The motoring public will enjoy the fruits of the most recent report from the National Cooperative Highway Research Program. Entitled "Performance Measures for Snow and Ice Control Operations ," the Web-only report of NCHRP Project 6-17 is the latest of a valuable series of new reports that significantly raise the professionalism of winter operations.

One the public progressed beyond the "it's winter, we should stay at home when there's snow and ice on the road" or, the Sunbelt version "it will melt in the next day or two," public works managers were expected to engage Mother Nature to preserve winter roadway safety and mobility. At first, policy-makers and voters were satisfied that their snowfighter employees were out there fighting the good fight. Agencies reported fuel use, personnel time/overtime and whether they calibrated their spreaders -- input measures. They graduated in the past 20-30 years to output measures like lane-miles plowed, tons of salt applied, number of plows employed and the cost per lane-mile. Real professionals delivered to standard.

The latest plateau is the get a handle on how all these inputs and outputs actually work. "Performance measures" have been the objective for at least the last decade and modern, professional snowfighting agencies and contractors expect to be judged on how well their efforts deliver the ultimate product: the safest roadway possible carrying satisfied customers.

The National Cooperative Research Program has just released an important research report identifying the methods and measures for assessing snowfighters' performance. It's a "modern classic," certain to achieve instant impact and guide the provision -- and evaluation -- of winter snow and ice operations for years to come.

We owe a debt of gratitude to Tom Maze and his colleagues at Iowa State University.

After identifying eleven outcomes measures, the report reduces them to three categories with two recommended approaches for each. These include:

Degree of clear pavement as measured by manual observation or camera-assisted observation.

Traffic flow as measured by detectors of speed, volume and cooupancy or by road closure.

Crash risk as measured by friction (slipperiness) or reported crashes.

More even than professional snowfighters and those who allocate the (often tax) resources to support effective winter maintenance, all roadway users now have proven tools to determine if the job is being done properly. It usually is and snowfighters can now enjoy the respect they've well-earned.

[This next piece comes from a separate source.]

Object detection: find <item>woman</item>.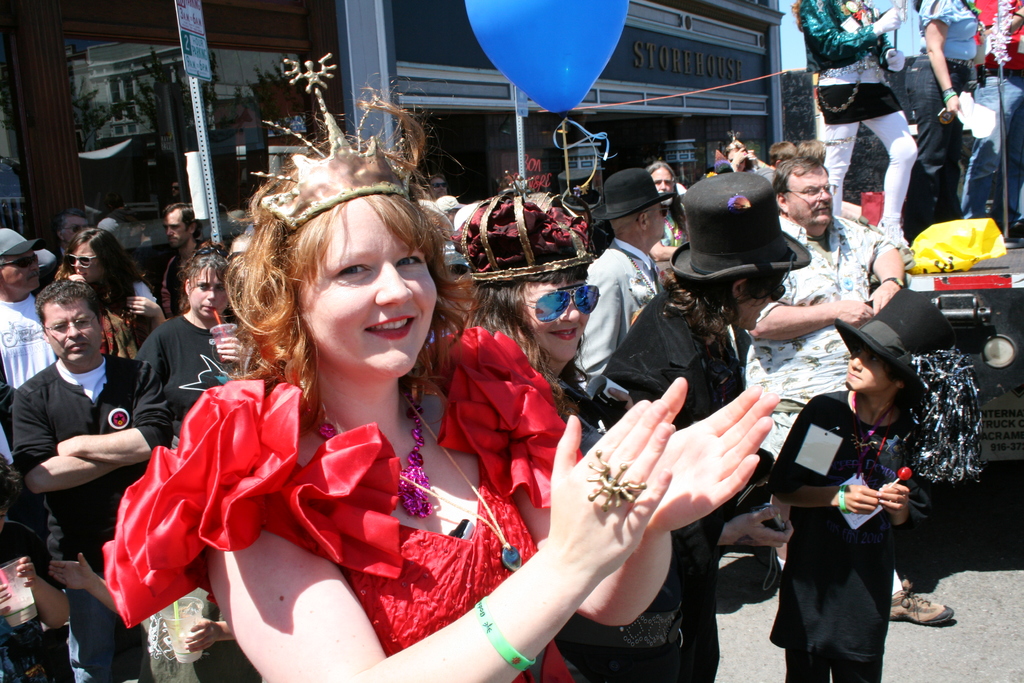
<box>103,86,777,682</box>.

The report identified 15 measures of "winter storm severity" attempting to calibrate the magnitude the the vast variety of storm conditions facing snowfighters. None of the agencies surveyed in the study have been able to devise a workable severity index. Many agencies also reported using "customer satisfaction" measures to help assess their snowfighting performance and determine how closely their efforts meet public expectations. Most use periodic public opinion surveys, some track 511 calls and telephone complaints. The report urges documenting best practices of measuring how well snowfighters meet public expectations. The report also recommends further research between snowfighting performance metrics and roadway safety.